23、Tata thinks, commercial rivals trying to prevent the birth of a more affordable car. Tata Motors is sticking it out, and expects to secure the land to build its new plant at the end of the month. Now Mr. Tata wants to prove Tata companies can compete in the rich West as well as in the unpredictable
24、but hugely promising markets of the developing world. Whats more, Mr. Tata wants to set the group solidly on a path to achieving all this before he retires. The barrel-chested tycoon hasnt named a successor or said when he plans to step down.

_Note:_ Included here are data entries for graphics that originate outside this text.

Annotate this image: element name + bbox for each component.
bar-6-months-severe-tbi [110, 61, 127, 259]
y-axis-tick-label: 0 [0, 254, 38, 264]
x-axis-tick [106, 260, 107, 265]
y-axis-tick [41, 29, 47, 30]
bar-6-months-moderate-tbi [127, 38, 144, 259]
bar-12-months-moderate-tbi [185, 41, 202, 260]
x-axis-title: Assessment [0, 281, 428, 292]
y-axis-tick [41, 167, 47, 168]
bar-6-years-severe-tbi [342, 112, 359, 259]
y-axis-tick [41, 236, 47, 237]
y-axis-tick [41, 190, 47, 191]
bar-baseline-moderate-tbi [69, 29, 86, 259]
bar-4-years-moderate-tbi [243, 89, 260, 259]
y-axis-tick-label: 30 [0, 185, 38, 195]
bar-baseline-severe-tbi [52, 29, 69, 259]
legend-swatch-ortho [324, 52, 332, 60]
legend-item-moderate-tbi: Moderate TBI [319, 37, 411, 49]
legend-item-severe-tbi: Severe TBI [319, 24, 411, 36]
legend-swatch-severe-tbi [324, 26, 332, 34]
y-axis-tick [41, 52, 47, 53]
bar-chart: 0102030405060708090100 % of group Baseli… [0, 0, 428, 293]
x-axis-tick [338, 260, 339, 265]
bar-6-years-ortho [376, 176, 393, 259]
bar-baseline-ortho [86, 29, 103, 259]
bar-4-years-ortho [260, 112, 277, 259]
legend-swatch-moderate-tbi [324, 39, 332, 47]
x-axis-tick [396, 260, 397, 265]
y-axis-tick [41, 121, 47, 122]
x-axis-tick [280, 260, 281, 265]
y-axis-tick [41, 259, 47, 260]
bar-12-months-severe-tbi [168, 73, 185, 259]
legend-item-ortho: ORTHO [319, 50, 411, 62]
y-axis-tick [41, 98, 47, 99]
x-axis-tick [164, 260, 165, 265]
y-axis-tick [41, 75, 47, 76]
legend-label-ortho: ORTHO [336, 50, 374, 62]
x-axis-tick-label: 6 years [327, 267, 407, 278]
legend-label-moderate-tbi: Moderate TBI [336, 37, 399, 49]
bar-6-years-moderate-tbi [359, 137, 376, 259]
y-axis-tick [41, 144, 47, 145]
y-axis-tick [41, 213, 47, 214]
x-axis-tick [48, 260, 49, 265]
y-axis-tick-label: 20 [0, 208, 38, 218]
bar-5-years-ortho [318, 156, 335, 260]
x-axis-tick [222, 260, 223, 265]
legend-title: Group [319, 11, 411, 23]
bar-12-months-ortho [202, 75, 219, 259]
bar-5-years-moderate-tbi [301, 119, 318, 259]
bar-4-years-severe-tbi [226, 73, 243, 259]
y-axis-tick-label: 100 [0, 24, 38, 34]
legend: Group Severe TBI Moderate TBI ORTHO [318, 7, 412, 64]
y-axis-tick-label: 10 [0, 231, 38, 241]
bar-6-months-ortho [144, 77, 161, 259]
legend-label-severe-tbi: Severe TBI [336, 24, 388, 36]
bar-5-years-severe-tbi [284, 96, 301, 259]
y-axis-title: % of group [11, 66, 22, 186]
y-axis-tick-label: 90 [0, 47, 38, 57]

Hell turn 70 in December, but he still has a vice-like ha
- 1.请仔细阅读文档,确保文档完整性,对于不预览、不比对内容而直接下载带来的问题本站不予受理。
- 2.下载的文档,不会出现我们的网址水印。
- 3、该文档所得收入(下载+内容+预览)归上传者、原创作者;如果您是本文档原作者,请点此认领!既往收益都归您。
下载文档到电脑,查找使用更方便
2000 积分 0人已下载
下载 | 加入VIP,交流精品资源 |
- 配套讲稿:
如PPT文件的首页显示word图标,表示该PPT已包含配套word讲稿。双击word图标可打开word文档。
- 特殊限制:
部分文档作品中含有的国旗、国徽等图片,仅作为作品整体效果示例展示,禁止商用。设计者仅对作品中独创性部分享有著作权。